Recently, China and Brazil signed a critical agreement whereby the US dollar will be excluded from trade exchanges between the two countries. The deal gives China (the world’s second-largest economy) and Brazil (one of the world’s top 10 economies) the option to use the Chinese (yuan) or Brazilian (real) currency in their trade transactions. China has signed similar trade agreements with several other countries, including Russia, Saudi Arabia, Iraq, and Pakistan, and is rapidly de-dollarizing its bilateral trade with foreign countries.
China and Brazil are each other’s important economic partners, and the volume of trade between the two countries is about 100 billion dollars. China’s share of Brazil’s total export products (240 billion dollars per year) is about 33 percent, or 79 billion dollars, more than three times Brazil’s exports to the US. The United States, as Brazil’s second export destination, has attracted less than 10 percent of the country’s total exports.
China and Brazil have 20 percent of the world’s population and 12 percent of their land area. With a GDP of 18 trillion dollars, China alone accounts for about 18 percent of the world economy, second only to the United States.
After the agreement between China and Brazil, the Association of Southeast Asian Nations, known as “ASEAN,” is also considering removing the dollar, euro, yen, and British pound from trade transactions between member countries and using national currencies. ASEAN has ten permanent members and one observer member, occupying 7 percent of the world population and 3 percent of its area.
ASEAN is the third largest trade bloc in the world after NAFTA (the US, Canada, and Mexico) and the European Union. The total volume of ASEAN foreign trade is about 2 trillion and 500 billion dollars.
Considering that the size of ASEAN’s digital economy is estimated at 200 billion dollars, and according to forecasts, this amount will reach 360 billion dollars by 2025 and one trillion dollars in 2030, therefore, ASEAN is looking for a digital cross-border payment system between its member countries to use their national currencies in trade transactions.
The world’s emerging economic powers, known as “BRICS,” have also made significant efforts to remove the dollar from their trade exchanges in the past one or two years. BRICS members are Brazil, Russia, India, China, and South Africa.
BRICS is strengthening infrastructure related to the common payment network to reduce reliance on the US and European financial system based on a basket of the currencies of member countries. The total volume of BRICS exports is about 4 trillion dollars. BRICS member countries have increased the use of their currencies in mutual trade in recent months. BRICS has half the world’s population and 26 percent of its territories, 28 percent of its economic capacity, and 20 percent of the world’s commodity trade.
Members of the Shanghai Cooperation Organization also recently agreed to increase their trade in local currencies. Shanghai has a 20 trillion dollar economy, which includes 23 percent of the world economy.
The agreement of the world non-Western economic and political powers and organizations to remove the dollar from trade exchanges, which has seen a progressive trend in recent months, is a “big blow” to the “dollar dominance” in the world.
The dollar, whose technical infrastructure is at the disposal of the United States, is the “cornerstone” of the power and hegemony of the United States in the international system. The role played by the dollar in the world power of the United States in the years after World War II has been greater than other components of the country’s military, industrial, technological, etc., strength.
More than 70 percent of currency transfers on the SWIFT platform are in dollars. An essential part of non-dollar transfers also touches the dollar cycle in part of the transfer process. In addition, the dollar accounts for 59.8 percent of the world’s foreign exchange reserves. These figures show that the dollar remains dominant in international trade. However, the “ de-dollarization “ trend of international trade has intensified in recent months in trade exchanges of non-Western countries and organizations among the top global and regional economies.
Although weakening the dollar’s role in the short term seems unlikely, in the medium term, this process will deal a significant blow to the global hegemony and dominance of the United States, a major part of which is owed to the dollar’s supremacy in the world.
If extended to other countries, the de-dollarization of international trade and bilateral and multilateral exchanges between countries will cause more control over financial and monetary policies and prevent shocks and economic-livelihood disturbances that have social and security consequences.
Decreasing the dollar’s role in trade between countries also leads to the potential strengthening of economic relations between nations, increasing the development process of poor countries, creating immunity against the US and European sanctions, and weakening the dollar in international trade and currency diversification in the world currency market.
The US sanctions against Russia and the blocking of half of the country’s foreign exchange reserves have given “strong and new impetus” to efforts to reduce the role of the dollar in international trade. Today, the non-Western countries of the world have concluded that tying the fate of their economy and foreign exchange to the dollar, in a situation where the US and Europe seek to achieve maximum domination over the world economy and trade through dollar and euro, causes a permanent threat to the economic infrastructures and always makes those countries vulnerable before the US.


Locate every line in the records below that holds the word "figure" and return each one.

Input data –
__________________________________________________

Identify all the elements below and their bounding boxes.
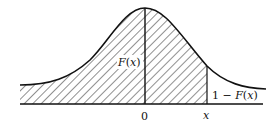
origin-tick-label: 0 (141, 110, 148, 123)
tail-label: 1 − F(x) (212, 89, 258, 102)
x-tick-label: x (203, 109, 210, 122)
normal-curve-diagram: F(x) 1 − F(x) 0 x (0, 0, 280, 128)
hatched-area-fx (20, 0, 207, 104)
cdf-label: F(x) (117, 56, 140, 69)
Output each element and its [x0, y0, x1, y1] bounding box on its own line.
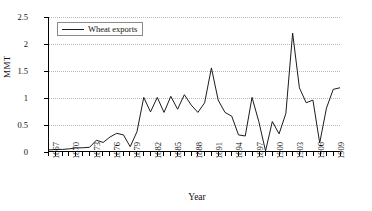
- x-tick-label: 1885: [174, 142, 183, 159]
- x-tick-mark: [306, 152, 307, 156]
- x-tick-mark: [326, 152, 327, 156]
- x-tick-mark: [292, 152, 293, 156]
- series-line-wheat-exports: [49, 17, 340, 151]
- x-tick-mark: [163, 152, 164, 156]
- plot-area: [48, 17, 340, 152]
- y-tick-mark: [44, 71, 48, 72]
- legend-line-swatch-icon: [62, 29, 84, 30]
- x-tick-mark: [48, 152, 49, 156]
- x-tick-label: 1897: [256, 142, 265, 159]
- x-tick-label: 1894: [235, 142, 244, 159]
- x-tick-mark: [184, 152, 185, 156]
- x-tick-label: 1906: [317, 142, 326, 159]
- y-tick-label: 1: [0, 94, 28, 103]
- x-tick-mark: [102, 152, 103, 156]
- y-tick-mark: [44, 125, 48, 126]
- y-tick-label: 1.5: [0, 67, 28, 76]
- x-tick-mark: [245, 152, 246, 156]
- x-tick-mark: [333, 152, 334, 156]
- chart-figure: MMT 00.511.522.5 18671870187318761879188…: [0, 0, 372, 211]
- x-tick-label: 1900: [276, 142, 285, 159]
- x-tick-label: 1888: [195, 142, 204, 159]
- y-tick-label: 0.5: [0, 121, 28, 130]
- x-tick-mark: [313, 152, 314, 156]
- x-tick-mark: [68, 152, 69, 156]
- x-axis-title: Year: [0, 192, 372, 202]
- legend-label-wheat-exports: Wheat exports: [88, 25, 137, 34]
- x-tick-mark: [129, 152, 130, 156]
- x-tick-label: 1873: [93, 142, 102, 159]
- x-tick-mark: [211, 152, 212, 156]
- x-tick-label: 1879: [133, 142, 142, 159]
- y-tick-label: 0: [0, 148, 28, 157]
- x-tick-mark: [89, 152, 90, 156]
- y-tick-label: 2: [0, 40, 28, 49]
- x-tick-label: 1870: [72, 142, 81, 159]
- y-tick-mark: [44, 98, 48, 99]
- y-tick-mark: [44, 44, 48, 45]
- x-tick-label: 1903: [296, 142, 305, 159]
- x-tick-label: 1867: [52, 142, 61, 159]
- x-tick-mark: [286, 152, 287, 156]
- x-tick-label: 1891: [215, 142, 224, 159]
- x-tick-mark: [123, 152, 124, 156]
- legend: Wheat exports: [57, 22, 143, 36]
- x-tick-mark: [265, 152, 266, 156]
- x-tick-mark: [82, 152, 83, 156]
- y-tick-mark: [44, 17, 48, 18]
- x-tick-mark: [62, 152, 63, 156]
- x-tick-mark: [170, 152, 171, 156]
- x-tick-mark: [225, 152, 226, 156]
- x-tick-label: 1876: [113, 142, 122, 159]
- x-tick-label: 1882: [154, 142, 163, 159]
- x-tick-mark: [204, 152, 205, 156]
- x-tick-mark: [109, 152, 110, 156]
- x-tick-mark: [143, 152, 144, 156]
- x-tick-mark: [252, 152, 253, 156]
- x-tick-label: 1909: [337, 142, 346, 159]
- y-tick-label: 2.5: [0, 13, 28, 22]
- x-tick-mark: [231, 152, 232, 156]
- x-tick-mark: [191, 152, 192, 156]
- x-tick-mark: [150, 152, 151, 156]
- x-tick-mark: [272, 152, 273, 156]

__________________________________________________

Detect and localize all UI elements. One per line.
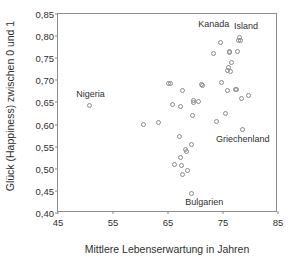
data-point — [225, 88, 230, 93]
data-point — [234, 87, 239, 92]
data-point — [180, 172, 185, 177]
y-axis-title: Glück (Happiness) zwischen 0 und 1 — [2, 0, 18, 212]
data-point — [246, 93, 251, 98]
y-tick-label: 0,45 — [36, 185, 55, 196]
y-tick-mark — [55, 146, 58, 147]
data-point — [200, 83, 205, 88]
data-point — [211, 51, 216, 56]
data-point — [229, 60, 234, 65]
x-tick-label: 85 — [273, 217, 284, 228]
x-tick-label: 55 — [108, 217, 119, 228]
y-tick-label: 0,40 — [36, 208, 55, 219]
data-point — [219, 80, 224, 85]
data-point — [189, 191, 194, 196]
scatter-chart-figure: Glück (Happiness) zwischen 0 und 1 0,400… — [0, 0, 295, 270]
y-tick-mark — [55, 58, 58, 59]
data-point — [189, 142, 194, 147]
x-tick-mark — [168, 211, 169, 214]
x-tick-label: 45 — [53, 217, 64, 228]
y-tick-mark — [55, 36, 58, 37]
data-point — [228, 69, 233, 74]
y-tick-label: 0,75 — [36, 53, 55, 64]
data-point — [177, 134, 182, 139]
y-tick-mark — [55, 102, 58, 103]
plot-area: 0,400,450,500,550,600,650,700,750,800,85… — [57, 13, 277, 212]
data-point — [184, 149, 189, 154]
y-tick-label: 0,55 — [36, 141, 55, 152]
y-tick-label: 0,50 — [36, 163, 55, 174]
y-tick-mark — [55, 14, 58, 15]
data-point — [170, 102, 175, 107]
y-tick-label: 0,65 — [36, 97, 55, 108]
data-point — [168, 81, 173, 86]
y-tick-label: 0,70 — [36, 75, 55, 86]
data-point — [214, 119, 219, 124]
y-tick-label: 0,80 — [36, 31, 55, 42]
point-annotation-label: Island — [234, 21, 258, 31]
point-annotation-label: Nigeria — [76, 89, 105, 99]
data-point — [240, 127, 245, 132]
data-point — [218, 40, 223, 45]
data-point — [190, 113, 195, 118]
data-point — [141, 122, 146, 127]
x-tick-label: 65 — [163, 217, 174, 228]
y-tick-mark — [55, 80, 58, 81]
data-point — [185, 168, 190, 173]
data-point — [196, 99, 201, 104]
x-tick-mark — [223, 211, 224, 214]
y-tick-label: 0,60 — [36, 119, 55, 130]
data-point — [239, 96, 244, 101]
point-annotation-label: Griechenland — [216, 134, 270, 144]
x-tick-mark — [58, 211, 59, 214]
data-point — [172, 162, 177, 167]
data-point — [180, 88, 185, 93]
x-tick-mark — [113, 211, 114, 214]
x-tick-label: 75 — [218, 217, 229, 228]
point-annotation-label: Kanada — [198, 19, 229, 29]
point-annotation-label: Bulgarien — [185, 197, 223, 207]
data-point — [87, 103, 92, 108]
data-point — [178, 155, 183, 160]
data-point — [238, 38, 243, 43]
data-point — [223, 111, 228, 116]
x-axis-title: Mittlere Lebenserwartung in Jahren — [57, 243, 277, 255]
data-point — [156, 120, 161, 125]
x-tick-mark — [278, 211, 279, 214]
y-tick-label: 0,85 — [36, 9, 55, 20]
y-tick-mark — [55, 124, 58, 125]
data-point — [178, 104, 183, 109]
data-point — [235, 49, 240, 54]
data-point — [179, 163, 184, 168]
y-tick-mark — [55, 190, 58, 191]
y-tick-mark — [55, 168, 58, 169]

__________________________________________________

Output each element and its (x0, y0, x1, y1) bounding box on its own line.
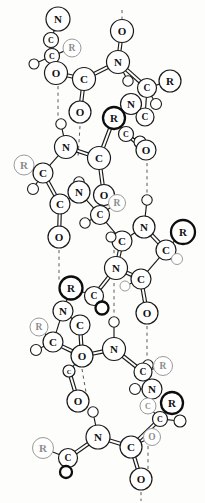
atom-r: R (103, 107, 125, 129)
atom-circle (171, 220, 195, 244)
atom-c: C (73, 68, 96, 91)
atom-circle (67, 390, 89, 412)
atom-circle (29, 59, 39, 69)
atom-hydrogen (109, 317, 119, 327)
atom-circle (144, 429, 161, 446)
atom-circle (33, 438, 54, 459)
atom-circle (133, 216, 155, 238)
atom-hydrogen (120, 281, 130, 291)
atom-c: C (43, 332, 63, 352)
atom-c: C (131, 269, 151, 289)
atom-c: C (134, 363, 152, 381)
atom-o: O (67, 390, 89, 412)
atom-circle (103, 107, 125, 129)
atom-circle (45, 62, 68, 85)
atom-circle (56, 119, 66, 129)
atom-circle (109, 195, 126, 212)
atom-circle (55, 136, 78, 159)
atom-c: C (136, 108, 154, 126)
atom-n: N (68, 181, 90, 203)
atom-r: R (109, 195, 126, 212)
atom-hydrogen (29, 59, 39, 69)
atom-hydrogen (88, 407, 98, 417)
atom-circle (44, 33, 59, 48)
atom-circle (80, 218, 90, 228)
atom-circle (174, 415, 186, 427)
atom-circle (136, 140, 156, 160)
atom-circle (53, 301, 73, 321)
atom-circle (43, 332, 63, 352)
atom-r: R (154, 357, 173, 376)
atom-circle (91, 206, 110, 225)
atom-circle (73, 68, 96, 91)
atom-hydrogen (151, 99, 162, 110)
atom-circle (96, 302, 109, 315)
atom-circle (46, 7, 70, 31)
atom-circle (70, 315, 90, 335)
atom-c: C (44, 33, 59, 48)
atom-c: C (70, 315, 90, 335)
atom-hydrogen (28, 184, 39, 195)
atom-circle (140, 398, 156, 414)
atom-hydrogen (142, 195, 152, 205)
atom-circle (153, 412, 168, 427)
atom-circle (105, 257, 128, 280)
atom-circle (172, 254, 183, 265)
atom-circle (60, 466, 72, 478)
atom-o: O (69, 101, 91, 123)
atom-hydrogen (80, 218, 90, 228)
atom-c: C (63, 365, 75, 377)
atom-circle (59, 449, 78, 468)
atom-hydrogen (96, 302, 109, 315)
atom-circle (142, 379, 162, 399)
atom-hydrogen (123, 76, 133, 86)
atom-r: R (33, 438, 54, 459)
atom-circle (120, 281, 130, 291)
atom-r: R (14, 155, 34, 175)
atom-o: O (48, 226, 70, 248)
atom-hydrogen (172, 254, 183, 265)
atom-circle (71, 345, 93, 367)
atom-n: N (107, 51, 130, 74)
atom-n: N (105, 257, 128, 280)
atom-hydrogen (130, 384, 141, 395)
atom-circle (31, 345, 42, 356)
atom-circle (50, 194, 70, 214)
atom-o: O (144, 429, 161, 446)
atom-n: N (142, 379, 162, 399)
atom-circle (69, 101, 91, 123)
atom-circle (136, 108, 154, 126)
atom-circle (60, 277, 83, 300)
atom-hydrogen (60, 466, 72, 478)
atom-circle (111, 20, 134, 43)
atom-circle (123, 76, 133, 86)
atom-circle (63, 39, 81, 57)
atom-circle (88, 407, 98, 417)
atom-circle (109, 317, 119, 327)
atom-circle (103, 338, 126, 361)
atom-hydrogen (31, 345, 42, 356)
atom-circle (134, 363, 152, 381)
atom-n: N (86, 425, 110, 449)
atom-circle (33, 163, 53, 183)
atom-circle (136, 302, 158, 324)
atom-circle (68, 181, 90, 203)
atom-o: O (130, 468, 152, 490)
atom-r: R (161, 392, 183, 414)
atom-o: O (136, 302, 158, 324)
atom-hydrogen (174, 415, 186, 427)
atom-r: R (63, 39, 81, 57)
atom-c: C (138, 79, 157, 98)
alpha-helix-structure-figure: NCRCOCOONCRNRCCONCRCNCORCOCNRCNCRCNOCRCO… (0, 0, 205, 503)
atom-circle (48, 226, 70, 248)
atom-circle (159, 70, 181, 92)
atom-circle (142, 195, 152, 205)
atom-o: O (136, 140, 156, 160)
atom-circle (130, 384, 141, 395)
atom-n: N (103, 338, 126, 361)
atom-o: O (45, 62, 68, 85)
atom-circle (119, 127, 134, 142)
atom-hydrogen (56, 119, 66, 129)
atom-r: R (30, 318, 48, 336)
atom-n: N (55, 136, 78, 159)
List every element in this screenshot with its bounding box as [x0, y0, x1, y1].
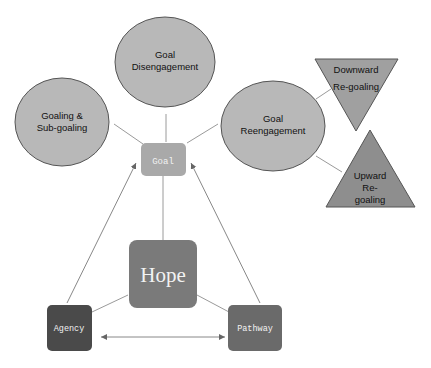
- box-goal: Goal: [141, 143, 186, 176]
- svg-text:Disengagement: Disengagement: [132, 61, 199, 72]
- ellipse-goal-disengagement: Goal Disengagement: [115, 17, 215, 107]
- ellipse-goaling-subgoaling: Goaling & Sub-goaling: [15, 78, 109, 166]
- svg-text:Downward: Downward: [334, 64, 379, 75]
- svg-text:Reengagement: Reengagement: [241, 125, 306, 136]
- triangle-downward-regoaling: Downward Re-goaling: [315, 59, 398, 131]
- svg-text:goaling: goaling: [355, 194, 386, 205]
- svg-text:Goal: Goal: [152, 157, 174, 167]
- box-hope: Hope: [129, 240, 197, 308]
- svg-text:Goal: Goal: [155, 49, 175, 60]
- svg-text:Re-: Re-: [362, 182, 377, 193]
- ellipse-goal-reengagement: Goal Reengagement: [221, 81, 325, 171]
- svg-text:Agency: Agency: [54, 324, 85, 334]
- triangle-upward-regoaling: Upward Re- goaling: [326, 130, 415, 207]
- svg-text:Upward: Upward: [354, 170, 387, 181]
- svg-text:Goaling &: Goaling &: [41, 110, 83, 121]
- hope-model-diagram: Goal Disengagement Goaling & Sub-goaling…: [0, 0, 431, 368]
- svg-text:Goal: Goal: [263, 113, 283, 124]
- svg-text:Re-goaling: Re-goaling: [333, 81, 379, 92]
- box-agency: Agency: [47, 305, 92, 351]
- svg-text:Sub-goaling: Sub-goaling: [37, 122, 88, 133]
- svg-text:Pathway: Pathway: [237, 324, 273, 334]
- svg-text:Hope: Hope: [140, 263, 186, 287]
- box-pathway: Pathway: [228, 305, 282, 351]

__________________________________________________

Output of the task –
- chart-figure: MMT 00.511.522.5 18671870187318761879188…: [0, 0, 372, 211]
scatter-chart-figure: Glück (Happiness) zwischen 0 und 1 0,400… — [0, 0, 295, 270]
alpha-helix-structure-figure: NCRCOCOONCRNRCCONCRCNCORCOCNRCNCRCNOCRCO… (0, 0, 205, 503)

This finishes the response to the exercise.